Women celebrate personal ‘miracle’ at Warren church


By Ed Runyan

runyan@vindy.com

WARREN

Tonight during the Christmas Eve Mass at Blessed Sacrament Church, three women will bring the body and blood of Christ to the altar in preparation for the liturgy of the Eucharist.

It will be a fitting testimony in a fitting location because three months ago, one of the women nearly died in that building, but the two others saved her life in what they all describe as a miracle.

“She wants to thank God under the same roof where her life was taken, and God gave it back,” Jackie Loges of Howland said of Demetra Tsilimos of Warren.

In the months since the heart attack that felled Tsilimos while she was participating in a Zumba exercise class on a busy Monday evening at Blessed Sacrament, the women have gotten together to talk about the unlikely circumstances that allowed Tsilimos’ story to have a happy ending.

Loges and a friend, Windi Kresic of Lordstown, were standing in a foyer near a room where the Zumba class took place when a woman came up and asked if anyone knew CPR.

“Windi and I looked at each other, and we say ‘Let’s go,’” said Loges, a stay-at-home mom who formerly worked as a registered nurse in intensive care.

The women entered the room containing about 20 women and saw Tsilimos, a woman in her early 40s, lying on the floor not moving. She had suffered a sudden heart attack and wasn’t breathing.

Loges kneeled beside Tsilimos’ chest and began CPR, while Kresic, a dental hygenist, gave Tsilimos mouth-to-mouth resuscitation.

“We couldn’t have done it without each other,” Kresic said. “She did her end, and I did mine, and it gave us courage to do it together,” she said. Neither woman had ever saved someone with CPR and mouth-to-mouth before.

For close to 10 minutes they worked this way as they waited for an ambulance to arrive. Loges eventually asked about an automated external defibrillator, sensing that Tsilimos’ heart needed to be shocked back into action.

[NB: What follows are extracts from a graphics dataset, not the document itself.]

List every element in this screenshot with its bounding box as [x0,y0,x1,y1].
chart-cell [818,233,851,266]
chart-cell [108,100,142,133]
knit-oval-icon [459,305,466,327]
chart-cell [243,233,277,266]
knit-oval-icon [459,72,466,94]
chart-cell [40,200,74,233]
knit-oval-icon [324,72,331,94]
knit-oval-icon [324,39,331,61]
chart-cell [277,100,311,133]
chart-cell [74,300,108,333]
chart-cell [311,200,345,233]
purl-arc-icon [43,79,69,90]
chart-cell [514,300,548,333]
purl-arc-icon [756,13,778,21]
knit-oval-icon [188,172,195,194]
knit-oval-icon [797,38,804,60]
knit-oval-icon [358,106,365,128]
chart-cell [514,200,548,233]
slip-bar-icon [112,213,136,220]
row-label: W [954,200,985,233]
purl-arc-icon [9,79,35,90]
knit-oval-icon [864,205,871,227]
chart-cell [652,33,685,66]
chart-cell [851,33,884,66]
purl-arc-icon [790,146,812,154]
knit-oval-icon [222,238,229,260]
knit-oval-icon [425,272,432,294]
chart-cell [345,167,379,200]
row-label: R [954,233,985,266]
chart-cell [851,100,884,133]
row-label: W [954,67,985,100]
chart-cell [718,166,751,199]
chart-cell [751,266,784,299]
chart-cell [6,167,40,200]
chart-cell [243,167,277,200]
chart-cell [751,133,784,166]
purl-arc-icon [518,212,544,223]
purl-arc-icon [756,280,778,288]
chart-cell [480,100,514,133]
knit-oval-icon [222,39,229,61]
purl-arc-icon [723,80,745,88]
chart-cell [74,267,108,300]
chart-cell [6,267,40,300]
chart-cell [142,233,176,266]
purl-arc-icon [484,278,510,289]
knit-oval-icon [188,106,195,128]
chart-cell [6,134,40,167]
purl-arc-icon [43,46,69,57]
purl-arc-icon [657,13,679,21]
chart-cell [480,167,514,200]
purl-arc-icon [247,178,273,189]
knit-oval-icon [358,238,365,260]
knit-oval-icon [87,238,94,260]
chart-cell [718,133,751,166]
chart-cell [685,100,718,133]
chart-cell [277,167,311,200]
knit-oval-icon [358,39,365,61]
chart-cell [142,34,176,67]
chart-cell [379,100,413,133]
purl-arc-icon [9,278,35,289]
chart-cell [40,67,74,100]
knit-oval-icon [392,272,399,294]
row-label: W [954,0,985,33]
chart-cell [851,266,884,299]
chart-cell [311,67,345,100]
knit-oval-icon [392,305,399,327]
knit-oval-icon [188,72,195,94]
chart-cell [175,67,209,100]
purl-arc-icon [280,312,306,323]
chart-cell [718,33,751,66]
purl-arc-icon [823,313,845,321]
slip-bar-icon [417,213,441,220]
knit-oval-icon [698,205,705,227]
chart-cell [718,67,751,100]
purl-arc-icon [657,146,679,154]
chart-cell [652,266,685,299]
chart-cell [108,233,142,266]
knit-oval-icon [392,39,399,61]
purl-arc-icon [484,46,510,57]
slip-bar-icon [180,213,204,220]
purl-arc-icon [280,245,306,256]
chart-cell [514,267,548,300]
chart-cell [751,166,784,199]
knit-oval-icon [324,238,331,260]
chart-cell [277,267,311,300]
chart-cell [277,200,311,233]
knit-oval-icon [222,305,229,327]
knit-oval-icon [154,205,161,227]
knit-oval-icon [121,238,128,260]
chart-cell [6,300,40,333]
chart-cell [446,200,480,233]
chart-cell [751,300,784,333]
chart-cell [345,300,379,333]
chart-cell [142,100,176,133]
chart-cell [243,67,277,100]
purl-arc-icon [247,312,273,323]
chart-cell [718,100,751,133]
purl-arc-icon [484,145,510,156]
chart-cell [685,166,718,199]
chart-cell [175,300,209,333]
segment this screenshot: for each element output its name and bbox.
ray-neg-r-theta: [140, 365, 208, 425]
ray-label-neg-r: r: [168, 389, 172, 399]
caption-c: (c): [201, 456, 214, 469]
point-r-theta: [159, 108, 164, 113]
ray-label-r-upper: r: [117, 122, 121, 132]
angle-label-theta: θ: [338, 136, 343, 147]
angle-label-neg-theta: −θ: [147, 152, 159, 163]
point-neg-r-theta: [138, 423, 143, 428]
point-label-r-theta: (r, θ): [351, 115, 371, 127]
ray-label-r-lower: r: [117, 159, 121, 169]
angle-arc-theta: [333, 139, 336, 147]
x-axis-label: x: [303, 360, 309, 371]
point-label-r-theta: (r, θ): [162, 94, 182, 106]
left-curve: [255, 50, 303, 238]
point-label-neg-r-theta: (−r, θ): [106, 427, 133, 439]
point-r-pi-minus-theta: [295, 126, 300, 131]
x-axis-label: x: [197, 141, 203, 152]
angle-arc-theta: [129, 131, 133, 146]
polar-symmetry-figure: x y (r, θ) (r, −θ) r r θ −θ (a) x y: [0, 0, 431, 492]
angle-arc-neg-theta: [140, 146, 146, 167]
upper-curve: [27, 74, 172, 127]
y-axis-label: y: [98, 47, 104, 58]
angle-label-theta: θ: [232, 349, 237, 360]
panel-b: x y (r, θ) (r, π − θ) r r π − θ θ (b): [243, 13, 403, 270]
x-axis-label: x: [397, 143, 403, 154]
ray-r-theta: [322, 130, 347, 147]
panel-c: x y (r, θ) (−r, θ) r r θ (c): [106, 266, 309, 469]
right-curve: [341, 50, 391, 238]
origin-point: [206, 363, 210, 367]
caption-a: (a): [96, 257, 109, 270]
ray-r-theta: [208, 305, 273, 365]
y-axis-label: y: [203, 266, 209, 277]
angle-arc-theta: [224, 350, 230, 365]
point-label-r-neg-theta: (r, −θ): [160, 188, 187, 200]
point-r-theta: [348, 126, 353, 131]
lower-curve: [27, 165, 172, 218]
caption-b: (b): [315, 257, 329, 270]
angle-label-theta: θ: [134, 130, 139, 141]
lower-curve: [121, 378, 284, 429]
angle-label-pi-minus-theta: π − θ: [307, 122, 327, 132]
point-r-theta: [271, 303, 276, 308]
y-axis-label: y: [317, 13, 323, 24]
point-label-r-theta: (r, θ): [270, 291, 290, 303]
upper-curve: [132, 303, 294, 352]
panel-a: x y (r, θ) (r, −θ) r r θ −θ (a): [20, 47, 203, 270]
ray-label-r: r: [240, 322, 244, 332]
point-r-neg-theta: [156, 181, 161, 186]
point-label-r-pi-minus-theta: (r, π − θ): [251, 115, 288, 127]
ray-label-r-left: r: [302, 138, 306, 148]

Loges had never used a portable AED, but following the directions proved to be easy, and the shock seemed to help, Loges said.

Still, when EMT’s loaded Tsilimos onto the gurney, it seemed clear to Loges that the woman they helped was probably not going to make it.

To their delight, in the days to come, they learned that Tsilimos had been moved to a room, an indication that she was doing better.

A couple of months later, Tsilimos tracked down her life-savers with assistance from the florist who delivered flowers from Loges and Kresic.

The women got together Thursday night at a Niles restaurant in part to marvel at the miraculous nature of Tsilimos’ survival.

Tsilimos’ doctor said less than 1 percent of people who suffer a serious heart attack and have to rely on bystanders for help for 10 minutes survive, especially with no lasting ill effects, such as brain damage.

“It’s a miracle I survived,” Tsilimos said Thursday.

“I’ve never seen a miracle like this, even in all my years in the hospital,” Loges agreed. “I feel if we had worked on Demetra 99 times, she wouldn’t have survived.”

Just as miraculous is the fact that Loges and Kresic came so close to going home multiple times before their life-saving abilities were called upon.

Because of a mix-up involving the seventh-grade volleyball game scheduled that evening for daughters of Loges and Kresic, the game was canceled, but a practice game was played.

At one point, Kresic’s daughter asked to go home because she didn’t feel well, but Kresic decided to stay. Loges also left once that evening to pick up her son. Both women’s departure also was delayed by a rainstorm.

“I feel like God put us there,” Kresic said. “We shouldn’t have been there.”

Furthermore, Tisilimos’ class had only used the room at the church for two weeks, having moved there from a different location.

“If [the heart attack] would have happened two weeks earlier, I would have never survived,” Tsilimos said.